This paper introduces TIRAMISU, a polyhedral framework designed to generate high performance code for multiple platforms including multicores, GPUs, and distributed machines. TIRAMISU introduces a scheduling language with novel commands to explicitly manage the complexities that arise when targeting these systems. The framework is designed for the areas of image processing, stencils, linear algebra and deep learning. TIRAMISU has two main features: it relies on a flexible representation based on the polyhedral model and it has a rich scheduling language allowing fine-grained control of optimizations. TIRAMISU uses a four-level intermediate representation that allows full separation between the algorithms, loop transformations, data layouts, and communication. This separation simplifies targeting multiple hardware architectures with the same algorithm. We evaluate TIRAMISU by writing a set of image processing, deep learning, and linear algebra benchmarks and compare them with state-of-the-art compilers and hand-tuned libraries. We show that TIRAMISU matches or outperforms existing compilers and libraries on different hardware architectures, including multicore CPUs, GPUs, and distributed machines.
Computational methods that operate directly on three-dimensional molecular structure hold large potential to solve important questions in biology and chemistry. In particular deep neural networks have recently gained significant attention. In this work we present ATOM3D, a collection of both novel and existing datasets spanning several key classes of biomolecules, to systematically assess such learning methods. We develop three-dimensional molecular learning networks for each of these tasks, finding that they consistently improve performance relative to oneand two-dimensional methods. The specific choice of architecture proves to be critical for performance, with three-dimensional convolutional networks excelling at tasks involving complex geometries, while graph networks perform well on systems requiring detailed positional information. Furthermore, equivariant networks show significant promise. Our results indicate many molecular problems stand to gain from three-dimensional molecular learning. All code and datasets can be accessed via https://www.atom3d.ai.
Computationally-aided design of novel molecules has the potential to accelerate drug discovery. Several recent generative models aimed to create new molecules for specific protein targets. However, a rate limiting step in drug development is molecule optimization, which can take several years due to the challenge of optimizing multiple molecular properties at once. We developed a method to solve a specific molecular optimization problem in silico: expanding a small, fragment-like starting molecule bound to a protein pocket into a larger molecule that matches that physiochemical properties of known drugs. Using data efficient E(3) equivariant based neural networks and a 3D atomic point cloud representation, our model learns how to attach new molecular fragments to a growing structure by recognizing realistic intermediates generated en route to a final ligand. This approach always generates chemically valid molecules and incorporates all relevant 3D spatial information from the protein pocket. This framework produces promising molecules as assessed by multiple properties that address binding affinity, ease of synthesis, and solubility. Overall, we demonstrate the feasibility of 3D molecular structure expansion conditioned on protein pockets while maintaining desirable drug-like physiochemical properties and developed a tool that could accelerate the work of medicinal chemists.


▸ PROBLEM DETAILS: Word for word, restate the entries below, but exclude the images.

▸ EXERCISE INPUTS:
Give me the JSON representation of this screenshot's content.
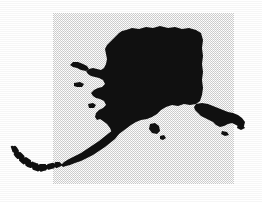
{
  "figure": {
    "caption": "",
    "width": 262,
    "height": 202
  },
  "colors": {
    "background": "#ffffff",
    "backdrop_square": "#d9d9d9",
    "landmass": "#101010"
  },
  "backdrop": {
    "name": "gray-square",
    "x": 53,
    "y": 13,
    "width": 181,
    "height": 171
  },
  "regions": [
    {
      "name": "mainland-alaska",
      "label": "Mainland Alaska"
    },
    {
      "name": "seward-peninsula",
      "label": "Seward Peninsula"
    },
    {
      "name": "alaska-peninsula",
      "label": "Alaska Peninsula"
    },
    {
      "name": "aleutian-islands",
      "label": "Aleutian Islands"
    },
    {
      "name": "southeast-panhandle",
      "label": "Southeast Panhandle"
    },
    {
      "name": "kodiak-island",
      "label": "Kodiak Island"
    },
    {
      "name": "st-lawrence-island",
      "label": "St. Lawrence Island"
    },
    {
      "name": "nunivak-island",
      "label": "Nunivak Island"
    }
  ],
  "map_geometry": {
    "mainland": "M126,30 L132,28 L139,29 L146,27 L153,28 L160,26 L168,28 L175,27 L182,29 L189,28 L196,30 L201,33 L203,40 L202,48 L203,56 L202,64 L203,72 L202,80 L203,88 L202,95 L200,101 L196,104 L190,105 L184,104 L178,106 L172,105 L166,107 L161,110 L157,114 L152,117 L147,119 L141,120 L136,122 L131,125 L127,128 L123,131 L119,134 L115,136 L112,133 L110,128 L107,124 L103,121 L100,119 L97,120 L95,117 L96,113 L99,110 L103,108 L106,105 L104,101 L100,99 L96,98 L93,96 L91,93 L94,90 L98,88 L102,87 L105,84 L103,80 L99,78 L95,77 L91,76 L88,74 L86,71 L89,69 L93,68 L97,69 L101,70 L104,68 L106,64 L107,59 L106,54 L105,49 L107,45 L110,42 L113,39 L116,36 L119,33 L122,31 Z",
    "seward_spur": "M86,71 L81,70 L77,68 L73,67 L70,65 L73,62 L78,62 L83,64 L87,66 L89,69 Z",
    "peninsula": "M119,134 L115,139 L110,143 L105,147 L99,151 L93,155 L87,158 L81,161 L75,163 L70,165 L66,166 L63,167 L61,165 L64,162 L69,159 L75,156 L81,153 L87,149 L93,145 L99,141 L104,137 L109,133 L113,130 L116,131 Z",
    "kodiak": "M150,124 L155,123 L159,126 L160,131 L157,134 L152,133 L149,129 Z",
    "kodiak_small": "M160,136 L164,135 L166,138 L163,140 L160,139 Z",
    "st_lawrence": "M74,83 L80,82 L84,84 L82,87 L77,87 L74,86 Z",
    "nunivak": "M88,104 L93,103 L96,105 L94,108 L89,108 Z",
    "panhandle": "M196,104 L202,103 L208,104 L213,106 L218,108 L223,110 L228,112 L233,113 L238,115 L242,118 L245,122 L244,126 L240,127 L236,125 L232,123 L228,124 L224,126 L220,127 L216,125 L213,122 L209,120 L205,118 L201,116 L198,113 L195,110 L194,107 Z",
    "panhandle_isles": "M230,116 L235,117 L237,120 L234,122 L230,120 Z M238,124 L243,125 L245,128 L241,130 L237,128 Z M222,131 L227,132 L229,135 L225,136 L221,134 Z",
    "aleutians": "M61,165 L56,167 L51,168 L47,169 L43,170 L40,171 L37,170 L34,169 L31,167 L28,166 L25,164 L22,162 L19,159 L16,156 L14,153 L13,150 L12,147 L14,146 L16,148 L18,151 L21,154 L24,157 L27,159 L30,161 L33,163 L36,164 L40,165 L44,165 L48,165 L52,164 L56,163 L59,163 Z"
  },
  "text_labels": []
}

▸ SOLUTION FOR THIS EXERCISE:
Give me the JSON representation of this screenshot's content.
{
  "figure": {
    "caption": "",
    "width": 262,
    "height": 202
  },
  "colors": {
    "background": "#ffffff",
    "backdrop_square": "#d9d9d9",
    "landmass": "#101010"
  },
  "backdrop": {
    "name": "gray-square",
    "x": 53,
    "y": 13,
    "width": 181,
    "height": 171
  },
  "regions": [
    {
      "name": "mainland-alaska",
      "label": "Mainland Alaska"
    },
    {
      "name": "seward-peninsula",
      "label": "Seward Peninsula"
    },
    {
      "name": "alaska-peninsula",
      "label": "Alaska Peninsula"
    },
    {
      "name": "aleutian-islands",
      "label": "Aleutian Islands"
    },
    {
      "name": "southeast-panhandle",
      "label": "Southeast Panhandle"
    },
    {
      "name": "kodiak-island",
      "label": "Kodiak Island"
    },
    {
      "name": "st-lawrence-island",
      "label": "St. Lawrence Island"
    },
    {
      "name": "nunivak-island",
      "label": "Nunivak Island"
    }
  ],
  "map_geometry": {
    "mainland": "M126,30 L132,28 L139,29 L146,27 L153,28 L160,26 L168,28 L175,27 L182,29 L189,28 L196,30 L201,33 L203,40 L202,48 L203,56 L202,64 L203,72 L202,80 L203,88 L202,95 L200,101 L196,104 L190,105 L184,104 L178,106 L172,105 L166,107 L161,110 L157,114 L152,117 L147,119 L141,120 L136,122 L131,125 L127,128 L123,131 L119,134 L115,136 L112,133 L110,128 L107,124 L103,121 L100,119 L97,120 L95,117 L96,113 L99,110 L103,108 L106,105 L104,101 L100,99 L96,98 L93,96 L91,93 L94,90 L98,88 L102,87 L105,84 L103,80 L99,78 L95,77 L91,76 L88,74 L86,71 L89,69 L93,68 L97,69 L101,70 L104,68 L106,64 L107,59 L106,54 L105,49 L107,45 L110,42 L113,39 L116,36 L119,33 L122,31 Z",
    "seward_spur": "M86,71 L81,70 L77,68 L73,67 L70,65 L73,62 L78,62 L83,64 L87,66 L89,69 Z",
    "peninsula": "M119,134 L115,139 L110,143 L105,147 L99,151 L93,155 L87,158 L81,161 L75,163 L70,165 L66,166 L63,167 L61,165 L64,162 L69,159 L75,156 L81,153 L87,149 L93,145 L99,141 L104,137 L109,133 L113,130 L116,131 Z",
    "kodiak": "M150,124 L155,123 L159,126 L160,131 L157,134 L152,133 L149,129 Z",
    "kodiak_small": "M160,136 L164,135 L166,138 L163,140 L160,139 Z",
    "st_lawrence": "M74,83 L80,82 L84,84 L82,87 L77,87 L74,86 Z",
    "nunivak": "M88,104 L93,103 L96,105 L94,108 L89,108 Z",
    "panhandle": "M196,104 L202,103 L208,104 L213,106 L218,108 L223,110 L228,112 L233,113 L238,115 L242,118 L245,122 L244,126 L240,127 L236,125 L232,123 L228,124 L224,126 L220,127 L216,125 L213,122 L209,120 L205,118 L201,116 L198,113 L195,110 L194,107 Z",
    "panhandle_isles": "M230,116 L235,117 L237,120 L234,122 L230,120 Z M238,124 L243,125 L245,128 L241,130 L237,128 Z M222,131 L227,132 L229,135 L225,136 L221,134 Z",
    "aleutians": "M61,165 L56,167 L51,168 L47,169 L43,170 L40,171 L37,170 L34,169 L31,167 L28,166 L25,164 L22,162 L19,159 L16,156 L14,153 L13,150 L12,147 L14,146 L16,148 L18,151 L21,154 L24,157 L27,159 L30,161 L33,163 L36,164 L40,165 L44,165 L48,165 L52,164 L56,163 L59,163 Z"
  },
  "text_labels": []
}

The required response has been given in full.